James O’Brien's damning questioning of corners of the media desperate to stay silent on slave trade

29 March 2023, 13:52 | Updated: 30 March 2023, 6:22

By Alice Bourne

James O’Brien scrutinises the idea that acknowledging Britain's role in the slave trade is "a desperate attempt to make us feel ashamed of British History”.

James O’Brien responded to a caller, who said the slave trade should be taught in the education system in the same way the Holocaust is, saying "there it is really, why on earth would it not be taught?".

The caller had suggested it was as a result of guilt but James saw that as a poor excuse to not learn about the history of slavery: "It's not you it's not your uncle Bob... it's nothing to do with me, I haven't got a plantation in Barbados, why would I be feeling guilty?"

This comes after The Guardian publicly apologised for its founder's links to the slave trade.

James referred to a Daily Mail headline: Imagine the mortification at the citadel of woke!

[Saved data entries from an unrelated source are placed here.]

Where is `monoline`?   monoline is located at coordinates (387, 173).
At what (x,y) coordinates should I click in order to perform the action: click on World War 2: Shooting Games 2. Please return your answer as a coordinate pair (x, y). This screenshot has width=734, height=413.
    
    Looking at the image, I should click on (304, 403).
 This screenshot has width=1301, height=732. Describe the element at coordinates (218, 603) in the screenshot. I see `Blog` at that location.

But The Guardian wants to drag us all into its pit of shame

READ MORE: Slave trade history 'should be taught as widely as Holocaust', says Prince Charles

The Scott Trust, which owns the Guardian has said it will dedicate millions to descendant communities linked to The Guardian's 19th-century founders.

The Guardian, originally called the Manchester Guardian, was founded in 1821 by John Edward Taylor, a cotton merchant whose father had also worked in the textile industry.

James said: “The Daily Mail has told us this is all a desperate attempt to make us feel ashamed of British History.”

He mocked the stance: “So you're never going to mention the Second World War again then or Winston Churchill, we're just forgetting about that, we are forgetting all about, let's never mention 1966 again?

“Or is it just the stuff that went on in the past that has delivered the epic inequality that the country is still in hock to that you want us to stay quiet about,” James wondered.